When this debut novel, a coming of age story set in Paris was published in 2018, I just had to have it in hardback, for Picador made it clothbound in a bright chrome yellow with gorgeous endpapers featuring a traditional French apartment block and the Luxembourg gardens, together with that evocative photo on the front. That it should have spent six years waiting in my bedside bookcase waiting to be read is absurd, for I enjoyed this novel a lot.
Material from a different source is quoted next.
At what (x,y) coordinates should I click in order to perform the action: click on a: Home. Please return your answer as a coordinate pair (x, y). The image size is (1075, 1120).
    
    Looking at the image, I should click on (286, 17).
Thirteen-year-old Paul lives in 6ème, the desirable arrondissement on the Rive Gauche encompassing Saint-Germain-des-Prés and the Jardin du Luxembourg. A shy and lonely boy, as the novel opens, he’s on his way home from school and is picked up by Gabriel, his mother Severine’s younger lover to go to the hospital where his mother has just given birth to his half-sister, Lou. He sees more of their Fillipino housekeeper Cindy that his mother, and now she has the baby… plus Gabriel, a musician in a band will be about so much more. Baby seen, Paul goes off to his father Philippe’s apartment, but he’s not back from work yet. His father is a fitness fanatic; he has all the gear and gadgets and a €7000 bike, and an English trainer Todd. It seems that except for Cindy, both his parents are always surprised to see him.

It’s no wonder that he strikes up a friendship with Scarlett, who is a couple of grades up from him. Scarlett is nominally going out with Stéphane, but will meet Paul to walk and go on the swings. His classmates think she is a slut, but Paul has a massive crush on her, and of course, she never sees him as anything other than a friend where she doesn’t have to act a part, where she can leave her troubles behind.
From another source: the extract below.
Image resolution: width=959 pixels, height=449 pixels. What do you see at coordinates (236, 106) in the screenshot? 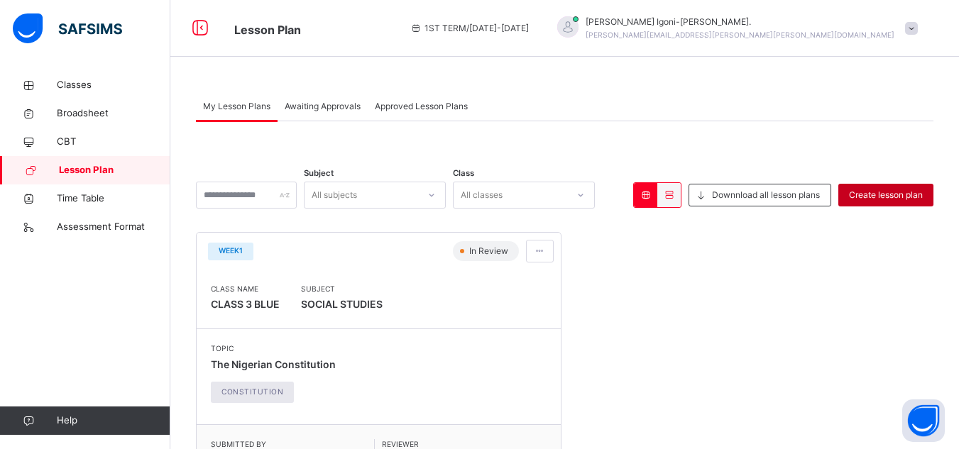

Then a series of things happen to really rock young Paul to his core, he struggles to understand them and I won’t say more. Needless to say coming to terms with them forces him to grow up fast, but also value his family again.
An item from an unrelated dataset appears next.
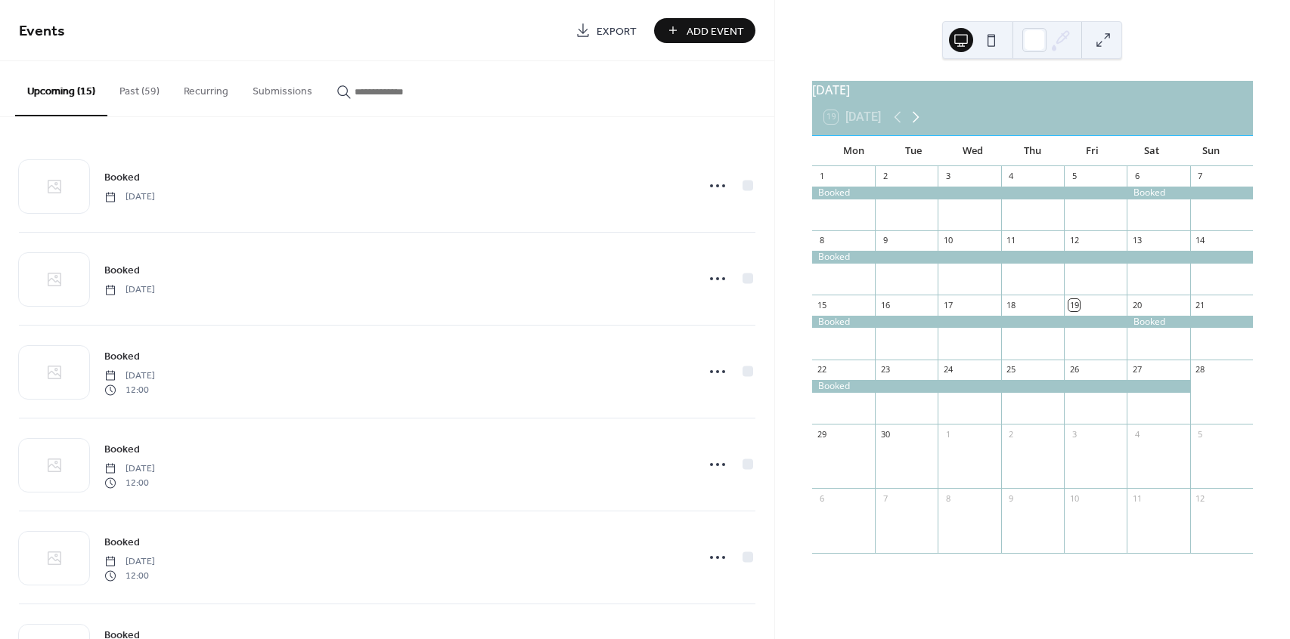 The width and height of the screenshot is (1290, 639). Describe the element at coordinates (605, 30) in the screenshot. I see `a: Export` at that location.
I found Paul to be an interesting narrator with a good mix of humour, some sarcasm and plenty of pathos in his narration. I felt the author caught the character of the young teen very well; the shuttling between homes with no set routine and not having anyone to talk to, and the banter of his school mates. Of course he’d fall for Scarlett! He felt very real, of his age, unlike Muriel Barbery’s rather precocious 12-year-old, Paloma in The Elegance of the Hedgehog. With his parents, it wasn’t a case of not being loved, but just being forgotten about when their minds were having to focus elsewhere.

I very much enjoyed this novel. It appears that Drake hasn’t written another – yet. She’s best known for her writing on French fashion houses. If she does though, I’d definitely like to read it.

Source: Own copy. Picador, now in paperback, 247 pages.

BUY at Blackwell’s via my affiliate link.

8 thoughts on “Review catch-up – novels by Marian Engel & Alicia Drake

    • AnnaBookBel says:

      I’ll find out next week at our next meeting! It probably was a good book group choice, but does require a trigger warning I think.

  1. MarinaSofia says:

    Well, that was quite a restrained review of The Bear! Shame you couldn’t go to the Book Club, as I can imagine it must have led to quite a discussion!

    • AnnaBookBel says:

      It was restrained wasn’t it. I just didn’t want to go down that route. I’ll be interested to rekindle the discussion a ilttle at our next meeting.